Wednesday 7 April: India's holiest city, on the east bank of India's holiest river, where Hindus come to die. The faithful believe that if they expire here and their ashes are scattered on the sacred Ganges they go directly to Nirvana.
I'm staying in the popular Shanti Guesthouse with views across the river to the sandy western flood plain and beyond. Early evening I join other guests for a sunset Ganges cruise on board a bow-oared rowing skiff (48th mode of transport).
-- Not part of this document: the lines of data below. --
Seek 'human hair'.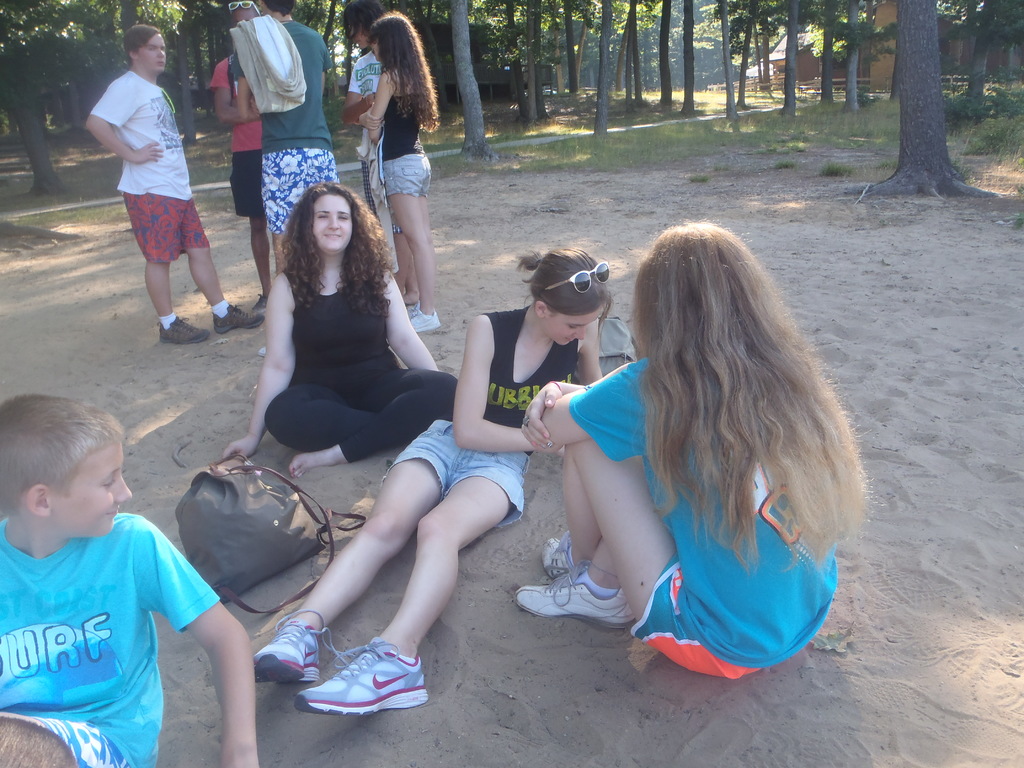
[123,22,161,65].
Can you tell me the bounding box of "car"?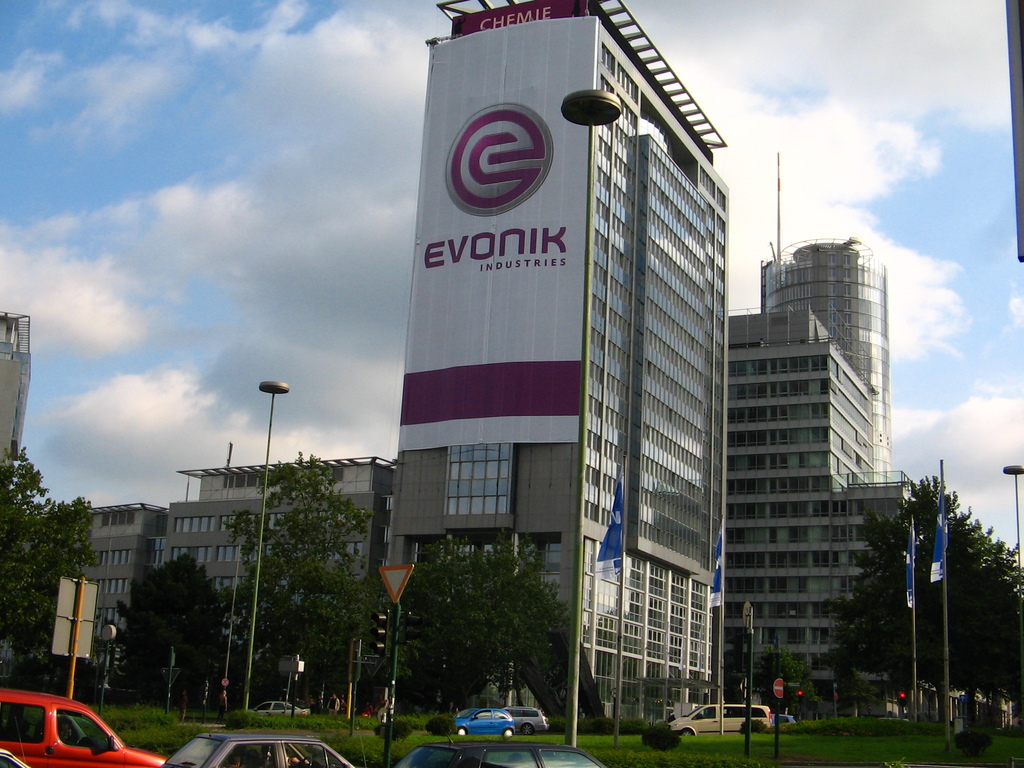
<bbox>0, 687, 179, 767</bbox>.
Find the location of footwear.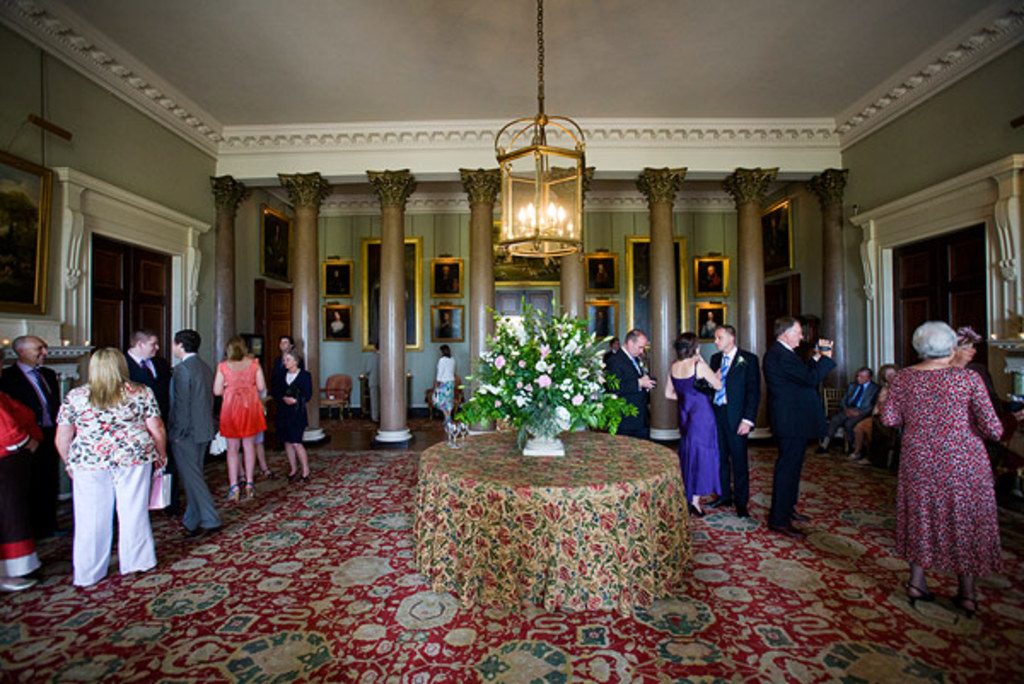
Location: {"x1": 227, "y1": 483, "x2": 241, "y2": 503}.
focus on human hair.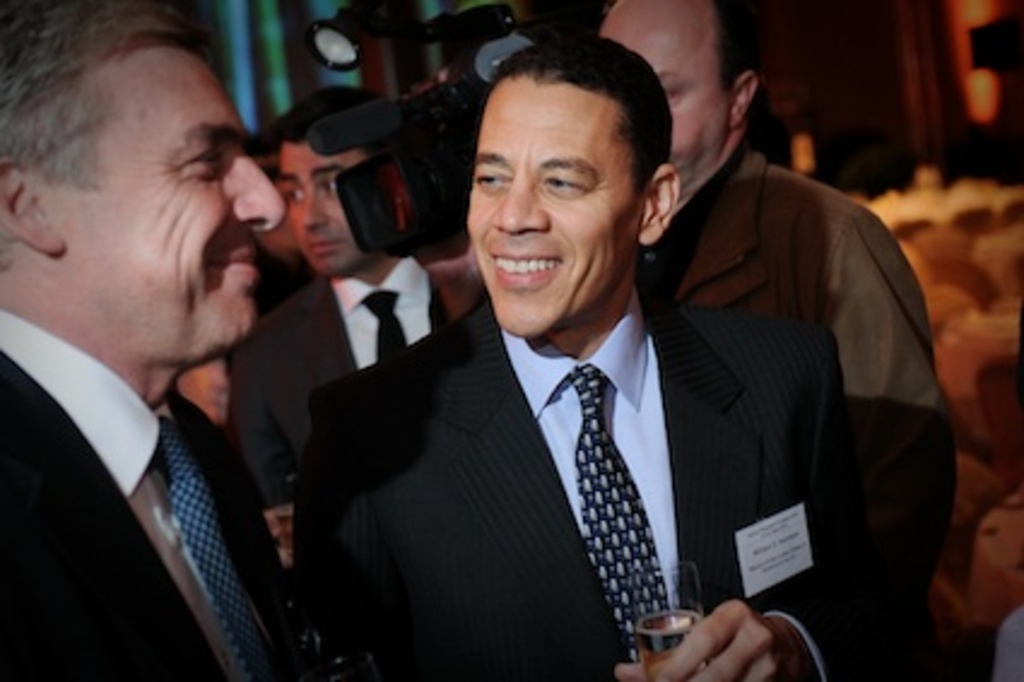
Focused at crop(0, 0, 200, 190).
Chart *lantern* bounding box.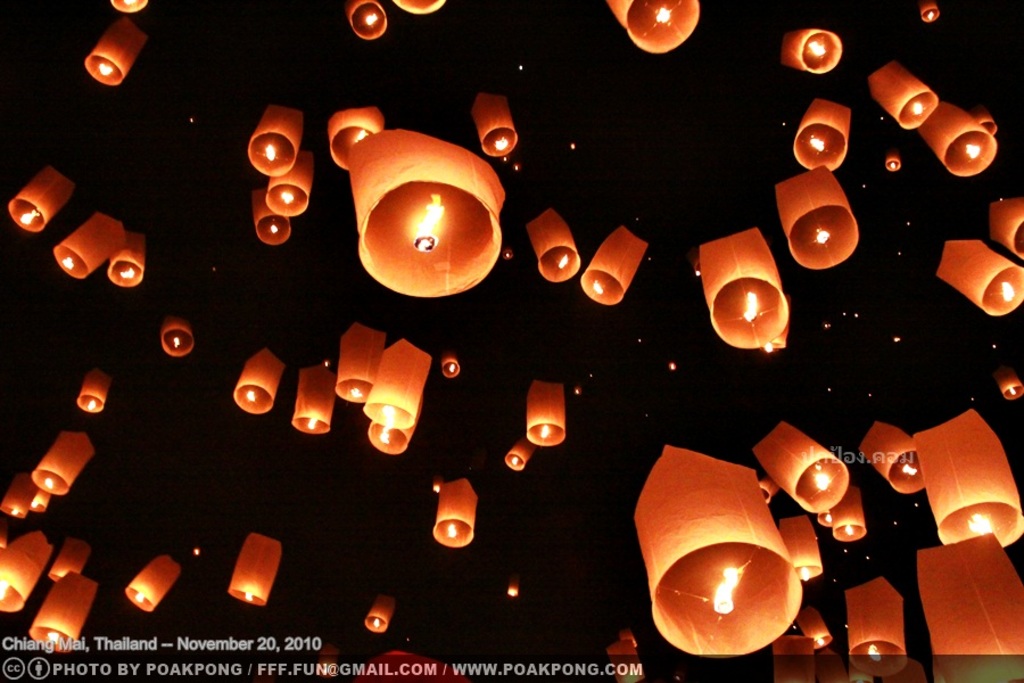
Charted: 775 172 860 271.
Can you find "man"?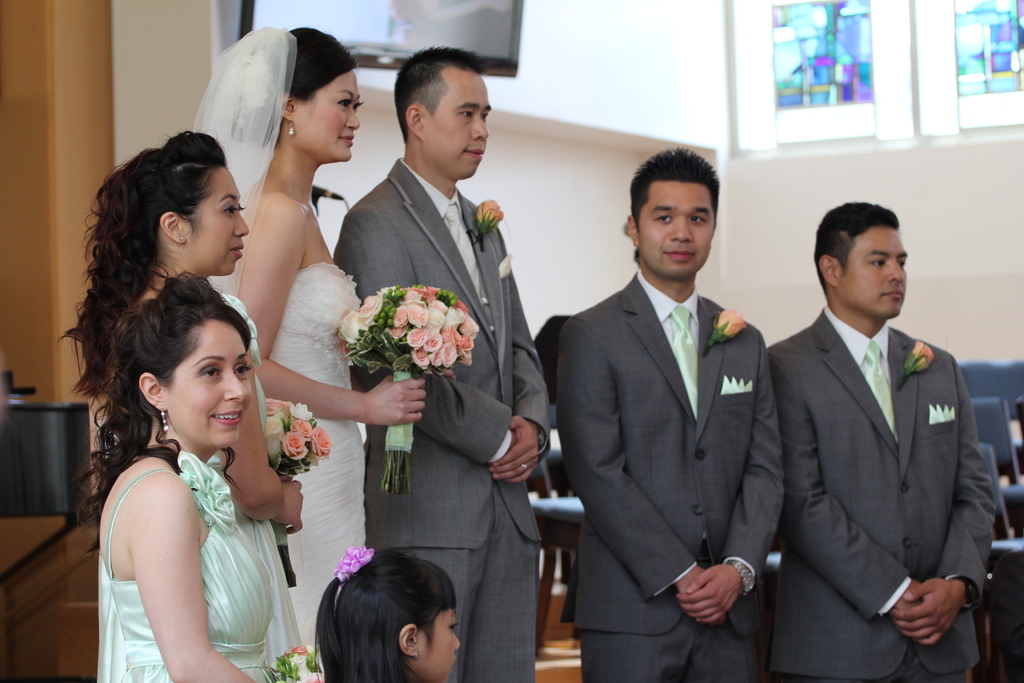
Yes, bounding box: rect(545, 152, 788, 682).
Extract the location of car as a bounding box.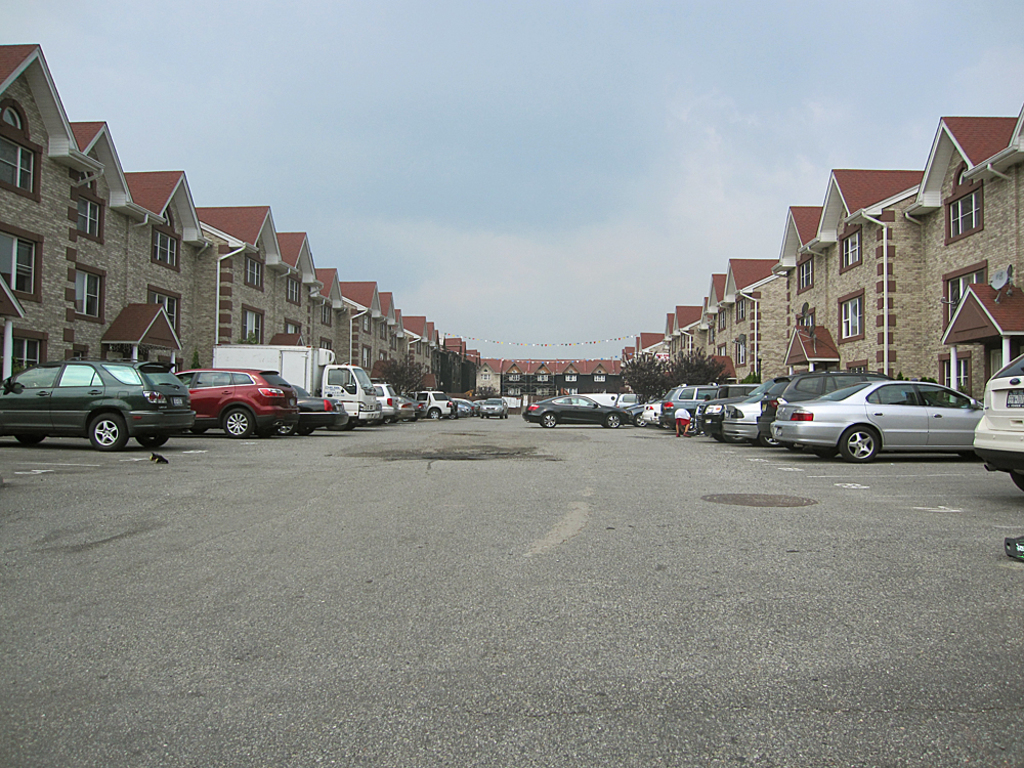
box=[972, 355, 1023, 492].
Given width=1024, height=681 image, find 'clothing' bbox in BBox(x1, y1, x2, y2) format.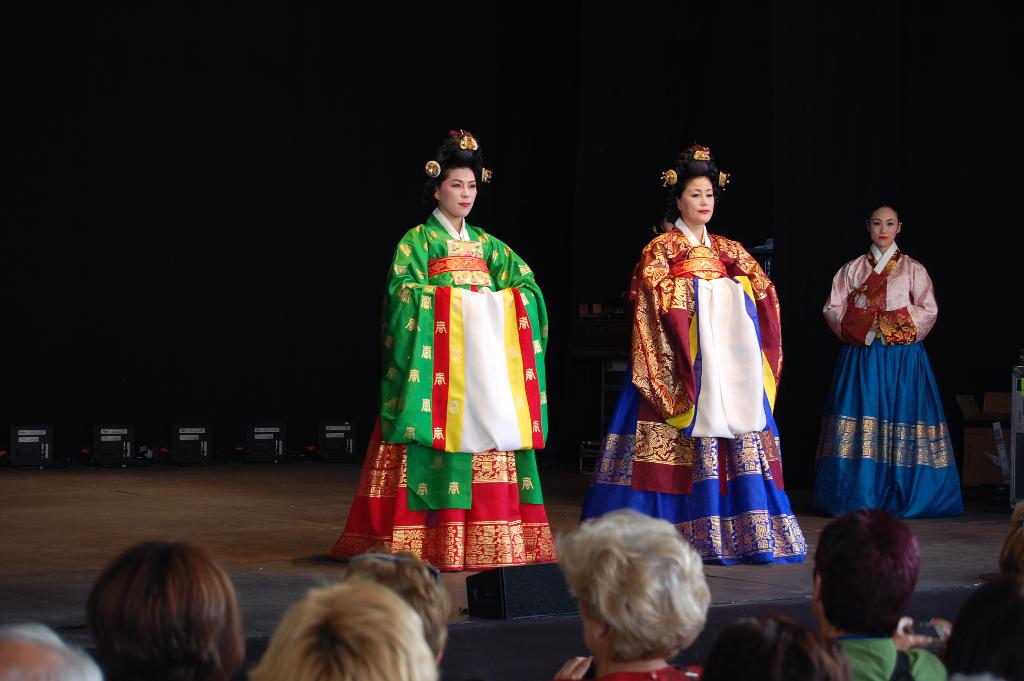
BBox(830, 639, 947, 680).
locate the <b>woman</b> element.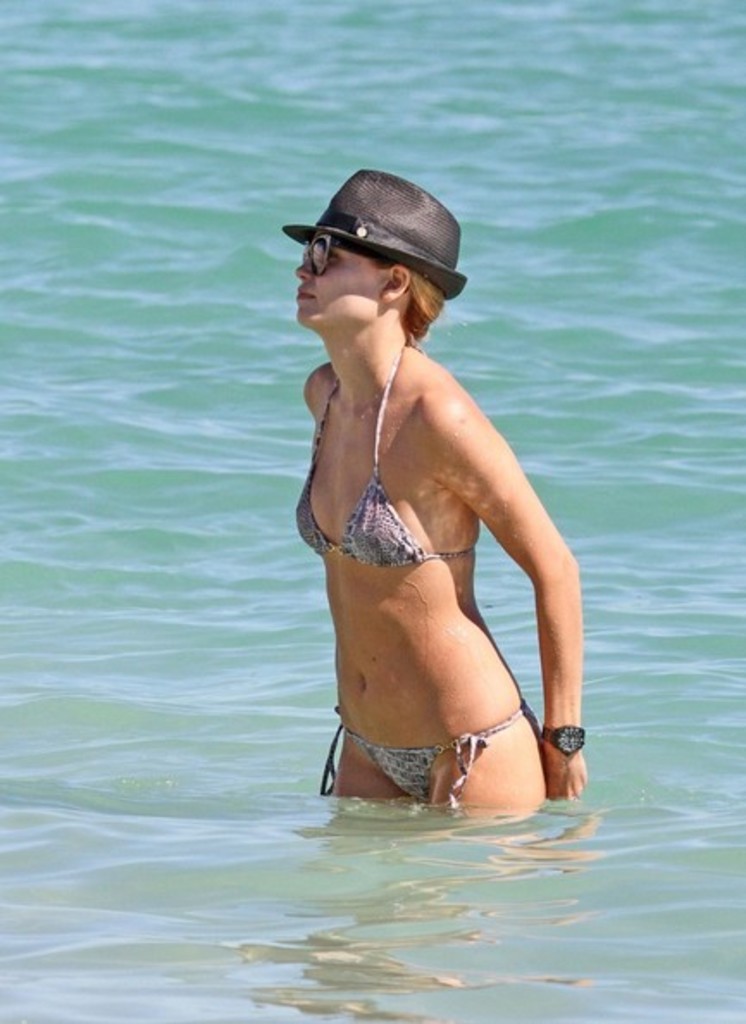
Element bbox: pyautogui.locateOnScreen(262, 172, 598, 876).
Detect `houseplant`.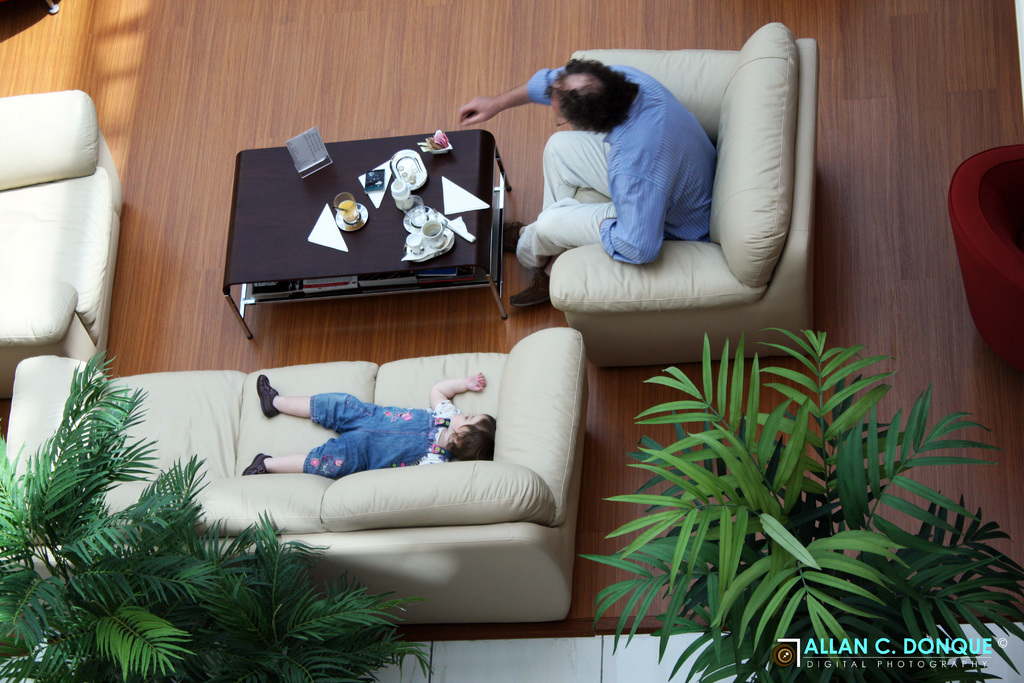
Detected at (572, 331, 1023, 682).
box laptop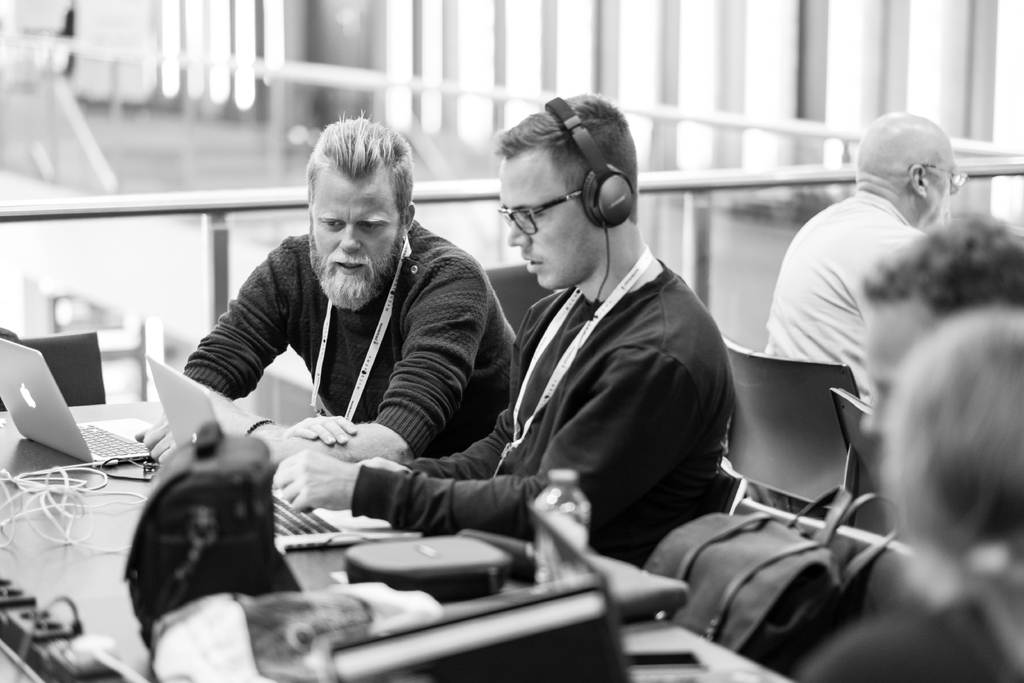
bbox(145, 353, 426, 554)
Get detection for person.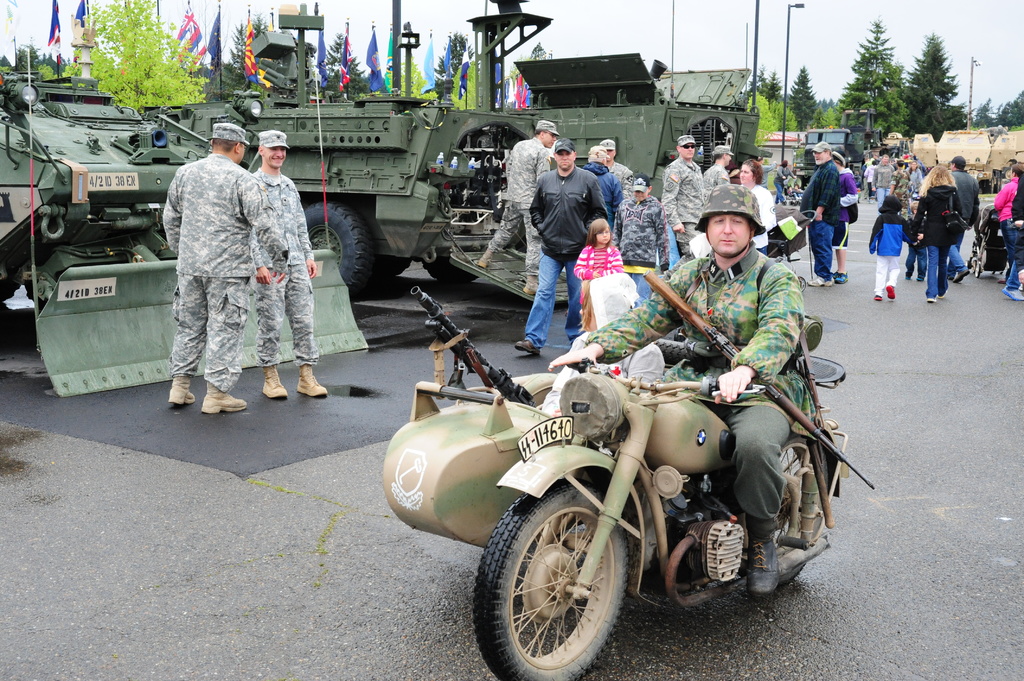
Detection: detection(161, 123, 289, 414).
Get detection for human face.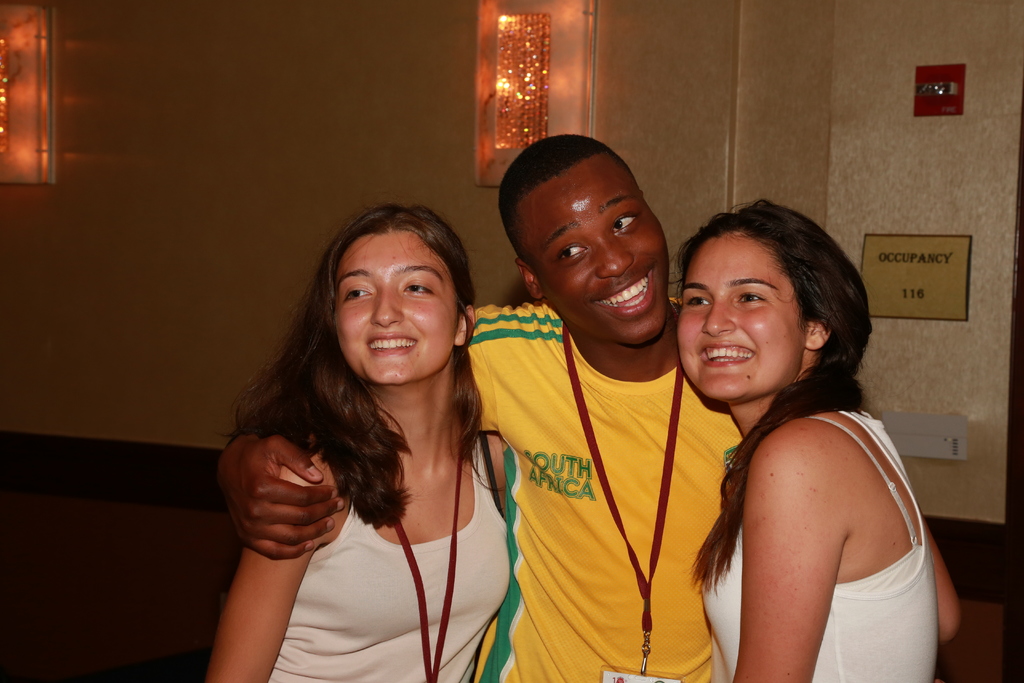
Detection: l=510, t=152, r=673, b=349.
Passing the burning ghats stacked high with logs and glowing hot from the flames from funeral pyres we learn that most Hindu families choose an open air, wood-fired cremation rather than the cheaper electric crematorium. Wood costs 300 Rupees per kilo so most funerals are 3,000 Rupees (about £44), quite a lot of money. An electric cremation is 500 Rupees but, in an effort to clean up the Ganges, the government insist that the ashes interred rather than giving them back to the family to scatter. The destitute are electrically cremated for free. In Hinduism the pure of spirit: still born children, pregnant women and lepers needn't be burnt and instead their weighted bodies are cast into Ganges intact.
Next we moor on the sandy east bank to watch the sunset. After only a few yards of walking human remains appear - first a scull and then the badly decomposed remains of, we presume, a young woman with a fine set of teeth. With stronger stomachs than I, the locals drink, wash and swim in the Ganges.
We return to Varanasi and see more funeral pyres through the darkness. The boatman estimates 200 per day, on a good day, as he slurps a handfuls of water from the slowly moving river, he's swallowed a mosquito.
Photos of Varanasi, not for the faint hearted.